G7 environment chiefs yesterday met in Italy for talks set to be dominated by the rift caused by the US’ withdrawal from the Paris climate change accord.
“G7 countries have crucial roles and responsibilities to our own public opinion, to developing countries and to the planet,” Italian Minister of the Environment Gian Luca Galletti said at the start of the two-day meet. “The international community awaits our message.”
US Environmental Protection Agency Administrator Scott Pruitt, a friend of the oil industry who is skeptical about anthropogenic climate change, represents Washington’s interests during the two-day meeting.
Up against him will be the likes of German Minister for the Environment, Nature Conservation and Nuclear Safety Barbara Hendricks, who tried to ban meat from her ministry’s catering on the grounds it was bad for the planet.
France is deploying prominent Green campaigner and French Minister of Ecological and Solidary Transition Nicolas Hulot, new French President Emmanuel Macron’s high-profile pick for the environment brief.
Italy’s large environmentalist movement has also vowed to make its voice heard. A major demonstration against US President Donald Trump’s decision was to be held on Sunday afternoon in the ancient university city and bastion of progressive activism.
“We are expecting a good turnout. A lot of people are very upset about Trump’s decision and it has started a new debate,” Giacomo Cossu, one of the organisers of the demonstration, told reporters.
Trump announced at the start of this month that the US would not abide by the 2015 Paris Agreement and would seek to renegotiate terms he denounced as unfairly damaging to the US’ economy and overly generous to India and China.
A spokesman for Hendricks said Germany would be looking for “something more concrete” from Pruitt in terms of what the US was going to do.
Trump has said Washington will not be bound by the targets on reducing emissions of greenhouse gases set down in Paris, and will cut funding for developing countries affected by climate change.
However, many analysts say Trump’s rhetoric might make little difference.
Important players in US industry and individual cities and states are already implementing changes aimed at meeting the targets laid down in Paris, where most nations agreed to try and cap global temperature rises at 2?C above preindustrial levels.
Germany and California, the US’ wealthiest state, on Saturday agreed to work together to keep the Paris accords on track.
“The G7 countries have to have a cohesive approach,” on climate change, Japanese Minister of the Environment Koichi Yamamoto told yesterday’s opening session.
Yamamoto believes the US could still be persuaded to fall back into line with the international consensus.
“So far there’s only been an announcement that the US is withdrawing, it has not yet materialized. So we’re going to keep trying to persuade them,” he said recently.
Officials were unable to offer any guidance as to what kind of statement the meeting could produce.
When G7 leaders met in Sicily last month, they publicly recognized that the US was isolated on the climate issue, with the other six member countries vowing to continue their efforts to address global warming by curbing emissions while promoting “green” technology and renewable energy forms.
The discussions in Bologna are also attended by Chile, the Maldives, Ethiopia and Rwanda, four developing nations with a particular interest in combating climate change.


**The task:** Each record, in full, must be restated word for word.
++++ Exercise data
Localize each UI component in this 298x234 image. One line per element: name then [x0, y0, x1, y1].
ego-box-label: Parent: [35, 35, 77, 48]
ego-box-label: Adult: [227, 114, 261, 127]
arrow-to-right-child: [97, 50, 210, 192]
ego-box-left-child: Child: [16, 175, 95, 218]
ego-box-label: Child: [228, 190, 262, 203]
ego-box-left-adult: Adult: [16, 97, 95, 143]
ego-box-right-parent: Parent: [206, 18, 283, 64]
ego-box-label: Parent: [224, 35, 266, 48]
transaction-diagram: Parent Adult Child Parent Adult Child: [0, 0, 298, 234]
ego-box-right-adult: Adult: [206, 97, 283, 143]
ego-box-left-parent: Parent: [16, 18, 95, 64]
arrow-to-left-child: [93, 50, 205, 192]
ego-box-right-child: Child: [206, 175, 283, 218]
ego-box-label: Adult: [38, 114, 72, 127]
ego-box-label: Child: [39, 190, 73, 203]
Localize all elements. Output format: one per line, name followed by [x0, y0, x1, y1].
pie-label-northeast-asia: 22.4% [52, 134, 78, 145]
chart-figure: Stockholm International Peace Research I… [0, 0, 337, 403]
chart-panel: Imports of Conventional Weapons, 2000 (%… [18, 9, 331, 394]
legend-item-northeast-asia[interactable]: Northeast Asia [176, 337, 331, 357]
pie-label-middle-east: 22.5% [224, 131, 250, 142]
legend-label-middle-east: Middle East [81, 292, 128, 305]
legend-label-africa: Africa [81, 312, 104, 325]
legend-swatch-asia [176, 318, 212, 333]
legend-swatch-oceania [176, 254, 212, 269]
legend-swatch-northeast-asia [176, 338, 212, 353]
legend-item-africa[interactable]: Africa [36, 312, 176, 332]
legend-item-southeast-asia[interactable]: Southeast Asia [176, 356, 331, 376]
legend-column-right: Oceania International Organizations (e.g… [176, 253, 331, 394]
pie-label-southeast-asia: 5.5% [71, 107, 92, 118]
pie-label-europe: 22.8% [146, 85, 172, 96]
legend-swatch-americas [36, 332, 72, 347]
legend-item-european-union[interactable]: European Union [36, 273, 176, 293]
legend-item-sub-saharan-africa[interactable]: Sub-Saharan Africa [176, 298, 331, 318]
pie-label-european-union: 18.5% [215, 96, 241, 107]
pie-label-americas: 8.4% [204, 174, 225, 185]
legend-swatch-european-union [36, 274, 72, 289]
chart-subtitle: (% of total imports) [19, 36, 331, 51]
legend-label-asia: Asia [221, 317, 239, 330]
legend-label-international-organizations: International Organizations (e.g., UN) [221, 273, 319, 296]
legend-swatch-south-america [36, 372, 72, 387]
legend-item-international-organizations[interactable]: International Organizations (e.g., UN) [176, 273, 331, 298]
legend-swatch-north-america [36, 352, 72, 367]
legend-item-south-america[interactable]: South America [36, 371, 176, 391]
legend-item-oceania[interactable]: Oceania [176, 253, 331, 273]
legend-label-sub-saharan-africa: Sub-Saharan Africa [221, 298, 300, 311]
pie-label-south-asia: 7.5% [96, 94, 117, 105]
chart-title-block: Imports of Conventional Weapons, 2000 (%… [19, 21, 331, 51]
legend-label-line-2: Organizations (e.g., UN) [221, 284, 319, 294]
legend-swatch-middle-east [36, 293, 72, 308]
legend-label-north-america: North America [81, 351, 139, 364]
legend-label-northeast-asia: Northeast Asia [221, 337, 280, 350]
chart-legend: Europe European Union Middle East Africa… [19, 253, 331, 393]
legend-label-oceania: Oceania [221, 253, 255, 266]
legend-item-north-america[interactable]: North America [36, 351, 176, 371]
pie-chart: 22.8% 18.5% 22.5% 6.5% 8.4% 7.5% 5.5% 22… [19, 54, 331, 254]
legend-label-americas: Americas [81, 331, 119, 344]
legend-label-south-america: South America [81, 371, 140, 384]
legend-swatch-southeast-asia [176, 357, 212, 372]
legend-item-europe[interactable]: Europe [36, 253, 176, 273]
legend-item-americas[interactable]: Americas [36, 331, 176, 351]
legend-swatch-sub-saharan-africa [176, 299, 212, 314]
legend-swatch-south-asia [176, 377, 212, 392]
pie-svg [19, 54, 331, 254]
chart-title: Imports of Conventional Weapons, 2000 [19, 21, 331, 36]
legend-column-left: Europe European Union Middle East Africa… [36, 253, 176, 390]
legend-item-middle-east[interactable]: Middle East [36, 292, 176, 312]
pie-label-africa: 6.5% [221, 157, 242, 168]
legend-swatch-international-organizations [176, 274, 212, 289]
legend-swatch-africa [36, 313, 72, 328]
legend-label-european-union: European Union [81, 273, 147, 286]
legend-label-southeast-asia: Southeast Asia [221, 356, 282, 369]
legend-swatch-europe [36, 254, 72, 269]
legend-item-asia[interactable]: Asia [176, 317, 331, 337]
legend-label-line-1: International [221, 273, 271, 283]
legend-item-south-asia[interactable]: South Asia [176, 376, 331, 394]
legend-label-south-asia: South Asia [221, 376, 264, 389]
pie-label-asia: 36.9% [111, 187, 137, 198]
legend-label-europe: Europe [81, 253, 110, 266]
++++++++
**Task solution:**
Localize each UI component in this 298x234 image. One line per element: name then [x0, y0, x1, y1].
ego-box-label: Parent: [35, 35, 77, 48]
ego-box-label: Adult: [227, 114, 261, 127]
arrow-to-right-child: [97, 50, 210, 192]
ego-box-left-child: Child: [16, 175, 95, 218]
ego-box-label: Child: [228, 190, 262, 203]
ego-box-left-adult: Adult: [16, 97, 95, 143]
ego-box-right-parent: Parent: [206, 18, 283, 64]
ego-box-label: Parent: [224, 35, 266, 48]
transaction-diagram: Parent Adult Child Parent Adult Child: [0, 0, 298, 234]
ego-box-right-adult: Adult: [206, 97, 283, 143]
ego-box-left-parent: Parent: [16, 18, 95, 64]
arrow-to-left-child: [93, 50, 205, 192]
ego-box-right-child: Child: [206, 175, 283, 218]
ego-box-label: Adult: [38, 114, 72, 127]
ego-box-label: Child: [39, 190, 73, 203]
Localize all elements. Output format: one per line, name followed by [x0, y0, x1, y1].
pie-label-northeast-asia: 22.4% [52, 134, 78, 145]
chart-figure: Stockholm International Peace Research I… [0, 0, 337, 403]
chart-panel: Imports of Conventional Weapons, 2000 (%… [18, 9, 331, 394]
legend-item-northeast-asia[interactable]: Northeast Asia [176, 337, 331, 357]
pie-label-middle-east: 22.5% [224, 131, 250, 142]
legend-label-middle-east: Middle East [81, 292, 128, 305]
legend-label-africa: Africa [81, 312, 104, 325]
legend-swatch-asia [176, 318, 212, 333]
legend-swatch-oceania [176, 254, 212, 269]
legend-swatch-northeast-asia [176, 338, 212, 353]
legend-item-africa[interactable]: Africa [36, 312, 176, 332]
legend-item-southeast-asia[interactable]: Southeast Asia [176, 356, 331, 376]
legend-column-right: Oceania International Organizations (e.g… [176, 253, 331, 394]
pie-label-southeast-asia: 5.5% [71, 107, 92, 118]
pie-label-europe: 22.8% [146, 85, 172, 96]
legend-swatch-americas [36, 332, 72, 347]
legend-item-european-union[interactable]: European Union [36, 273, 176, 293]
legend-item-sub-saharan-africa[interactable]: Sub-Saharan Africa [176, 298, 331, 318]
pie-label-european-union: 18.5% [215, 96, 241, 107]
pie-label-americas: 8.4% [204, 174, 225, 185]
legend-swatch-european-union [36, 274, 72, 289]
chart-subtitle: (% of total imports) [19, 36, 331, 51]
legend-label-asia: Asia [221, 317, 239, 330]
legend-label-international-organizations: International Organizations (e.g., UN) [221, 273, 319, 296]
legend-swatch-south-america [36, 372, 72, 387]
legend-item-international-organizations[interactable]: International Organizations (e.g., UN) [176, 273, 331, 298]
legend-swatch-north-america [36, 352, 72, 367]
legend-item-south-america[interactable]: South America [36, 371, 176, 391]
legend-item-oceania[interactable]: Oceania [176, 253, 331, 273]
legend-label-sub-saharan-africa: Sub-Saharan Africa [221, 298, 300, 311]
pie-label-south-asia: 7.5% [96, 94, 117, 105]
chart-title-block: Imports of Conventional Weapons, 2000 (%… [19, 21, 331, 51]
legend-label-line-2: Organizations (e.g., UN) [221, 284, 319, 294]
legend-swatch-middle-east [36, 293, 72, 308]
legend-label-north-america: North America [81, 351, 139, 364]
legend-label-northeast-asia: Northeast Asia [221, 337, 280, 350]
chart-legend: Europe European Union Middle East Africa… [19, 253, 331, 393]
legend-label-oceania: Oceania [221, 253, 255, 266]
legend-item-north-america[interactable]: North America [36, 351, 176, 371]
pie-chart: 22.8% 18.5% 22.5% 6.5% 8.4% 7.5% 5.5% 22… [19, 54, 331, 254]
legend-label-americas: Americas [81, 331, 119, 344]
legend-label-south-america: South America [81, 371, 140, 384]
legend-swatch-southeast-asia [176, 357, 212, 372]
legend-item-europe[interactable]: Europe [36, 253, 176, 273]
legend-item-americas[interactable]: Americas [36, 331, 176, 351]
legend-swatch-sub-saharan-africa [176, 299, 212, 314]
legend-swatch-south-asia [176, 377, 212, 392]
pie-svg [19, 54, 331, 254]
chart-title: Imports of Conventional Weapons, 2000 [19, 21, 331, 36]
legend-column-left: Europe European Union Middle East Africa… [36, 253, 176, 390]
legend-item-middle-east[interactable]: Middle East [36, 292, 176, 312]
pie-label-africa: 6.5% [221, 157, 242, 168]
legend-swatch-international-organizations [176, 274, 212, 289]
legend-swatch-africa [36, 313, 72, 328]
legend-label-european-union: European Union [81, 273, 147, 286]
legend-label-southeast-asia: Southeast Asia [221, 356, 282, 369]
legend-swatch-europe [36, 254, 72, 269]
legend-item-asia[interactable]: Asia [176, 317, 331, 337]
legend-label-line-1: International [221, 273, 271, 283]
legend-item-south-asia[interactable]: South Asia [176, 376, 331, 394]
legend-label-south-asia: South Asia [221, 376, 264, 389]
pie-label-asia: 36.9% [111, 187, 137, 198]
legend-label-europe: Europe [81, 253, 110, 266]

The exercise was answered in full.